The songs from “The Steven Banks Show” (some carried over straight from “Home Entertainment Center”) became so popular that a group of ten of them were eventually issued on CD and cassette and were available for order by way of an 800 number shown at the end of the program. Copies are now highly-prized collector items.

 

Though “Steven Banks” is now a somewhat obscure title, upon the program’s debut, it got a considerable amount of press attention; articles on Banks and the occasional program review appeared in various newspapers coast to coast in 1993 and 1994 as the show was rolled out over various public broadcasting stations across the country.

Review-wise, response to “Steven Banks” was decidedly mixed.  Though one critic compared Banks and his iconoclastic show to TV legend/pioneer Ernie Kovacs and another said it was “laugh out loud” funny, another writer called the series “one-joke” and another called it “amateur,” stating further, “This show is so empty it makes ‘Seinfeld’ look like Voltaire.”

TV-wise, “The Steven Banks Show” seems to be the definition of an esoteric, acquired taste.  Though the show was not afraid to be silly (even surreal), it could also—sometimes—embrace a certain dark side:  one episode pivots on a stage musical about Karen Carpenter; another episode has Steven’s favorite childhood TV host dropping dead in his apartment; and yet another is about Steven erroneously being delivered a dead person’s ashes.

“Banks” seemed to happily embrace a certain “outsider-ness.”  A list of the show’s odd guest star list shows it was not afraid to buck trends.  During its run, Peter Lupus, Peter Tork and Billy Mumy all made cameo appearances.

Sadly, though, even though at the time both “Seinfeld” and “It’s Garry Shandling Show” were stretching the sitcom genre, “Banks” and company were perhaps a little too quirky, a little too “meta” for even the most adventurous of viewers.
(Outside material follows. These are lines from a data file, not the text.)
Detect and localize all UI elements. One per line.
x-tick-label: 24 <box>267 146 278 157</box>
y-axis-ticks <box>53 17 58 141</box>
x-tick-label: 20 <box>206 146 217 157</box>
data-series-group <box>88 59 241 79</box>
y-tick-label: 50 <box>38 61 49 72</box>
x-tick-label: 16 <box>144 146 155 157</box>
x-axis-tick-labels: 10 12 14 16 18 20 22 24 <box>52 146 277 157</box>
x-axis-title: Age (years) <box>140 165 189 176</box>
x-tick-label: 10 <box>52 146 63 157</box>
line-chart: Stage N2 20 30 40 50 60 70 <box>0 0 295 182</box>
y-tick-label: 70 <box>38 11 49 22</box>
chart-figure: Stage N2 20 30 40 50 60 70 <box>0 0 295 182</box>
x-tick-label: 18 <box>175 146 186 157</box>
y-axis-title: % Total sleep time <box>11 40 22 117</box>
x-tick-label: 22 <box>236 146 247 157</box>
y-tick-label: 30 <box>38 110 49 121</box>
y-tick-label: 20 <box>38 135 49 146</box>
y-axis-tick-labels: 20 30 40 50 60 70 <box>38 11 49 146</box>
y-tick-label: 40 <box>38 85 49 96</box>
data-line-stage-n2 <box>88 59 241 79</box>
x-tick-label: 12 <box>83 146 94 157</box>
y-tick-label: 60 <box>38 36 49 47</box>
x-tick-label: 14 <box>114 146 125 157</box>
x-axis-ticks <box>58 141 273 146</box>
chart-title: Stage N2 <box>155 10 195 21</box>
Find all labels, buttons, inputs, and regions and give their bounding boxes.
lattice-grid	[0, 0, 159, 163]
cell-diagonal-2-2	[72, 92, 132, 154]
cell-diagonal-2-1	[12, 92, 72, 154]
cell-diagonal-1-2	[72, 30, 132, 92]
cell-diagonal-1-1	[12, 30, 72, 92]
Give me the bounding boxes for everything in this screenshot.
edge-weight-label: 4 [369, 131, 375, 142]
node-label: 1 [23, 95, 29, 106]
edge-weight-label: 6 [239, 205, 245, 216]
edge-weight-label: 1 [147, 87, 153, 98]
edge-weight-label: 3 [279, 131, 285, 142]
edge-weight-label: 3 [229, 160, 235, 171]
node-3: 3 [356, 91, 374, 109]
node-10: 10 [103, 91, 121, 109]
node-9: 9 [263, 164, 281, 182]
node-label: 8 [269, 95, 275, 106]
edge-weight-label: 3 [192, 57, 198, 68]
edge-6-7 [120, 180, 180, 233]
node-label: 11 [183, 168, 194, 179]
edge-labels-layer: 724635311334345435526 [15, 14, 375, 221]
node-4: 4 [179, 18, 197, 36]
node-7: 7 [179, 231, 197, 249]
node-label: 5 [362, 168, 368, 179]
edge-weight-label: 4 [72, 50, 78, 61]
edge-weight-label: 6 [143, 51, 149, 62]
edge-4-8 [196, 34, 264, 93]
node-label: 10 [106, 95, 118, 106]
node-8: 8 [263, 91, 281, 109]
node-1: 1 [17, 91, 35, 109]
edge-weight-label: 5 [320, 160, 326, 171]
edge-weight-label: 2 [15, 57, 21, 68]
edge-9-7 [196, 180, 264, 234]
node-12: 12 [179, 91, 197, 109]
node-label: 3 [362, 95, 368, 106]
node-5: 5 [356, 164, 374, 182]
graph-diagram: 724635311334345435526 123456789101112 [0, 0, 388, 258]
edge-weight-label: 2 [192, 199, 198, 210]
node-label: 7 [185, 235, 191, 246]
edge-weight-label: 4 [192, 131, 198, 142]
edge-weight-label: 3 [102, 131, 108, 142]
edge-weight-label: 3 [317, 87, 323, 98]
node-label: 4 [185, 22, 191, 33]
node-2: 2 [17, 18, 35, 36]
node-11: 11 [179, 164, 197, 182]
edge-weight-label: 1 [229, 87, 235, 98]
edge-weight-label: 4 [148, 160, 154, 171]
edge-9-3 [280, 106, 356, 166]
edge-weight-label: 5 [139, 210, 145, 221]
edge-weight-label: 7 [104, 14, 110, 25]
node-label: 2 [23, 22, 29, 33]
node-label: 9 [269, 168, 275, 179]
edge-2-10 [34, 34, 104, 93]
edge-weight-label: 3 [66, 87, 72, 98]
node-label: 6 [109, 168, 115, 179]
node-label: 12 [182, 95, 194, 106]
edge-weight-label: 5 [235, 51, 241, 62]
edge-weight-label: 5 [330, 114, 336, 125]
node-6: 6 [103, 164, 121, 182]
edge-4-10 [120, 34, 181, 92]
More problematic, however, was the fact that few viewers were used to getting their home-grown humor (as opposed to imported-from-England humor) from public television.  And with only ten episodes and a pilot produced and aired, the show’s lifespan did not allow it to build the word-of-mouth necessary for its survival.  Hence, eleven episodes is all there is.

Still, Banks himself was far too talented to be kept at bay for long.  He has gone on to appear in various films and television roles.  His alter ego, Billy the Mime, has toured, and nearly stole the show in the 2005 documentary/comedy “The Aristocrats.” 

But, in the years since the PBS show, it’s been as a writer that Banks has had his greatest success, bringing his unique voice and vision to such sophisticated animation programs as “Jimmy Neutron” and, most extensively, “Spongebob Squarepants.”  Creating the oddball adventures for that undersea organism has proved to an excellent fit for Banks’s uniquely funny and media-savvy viewpoint.

Actually, Banks also found an excellent fit for himself in “The Steven Banks Show,” too.  Though perhaps too eccentric and irreverent for the masses—and for public television—“Banks” nevertheless still retains its charm and an undeniable freshness.  In other words, it’s the perfect cult show.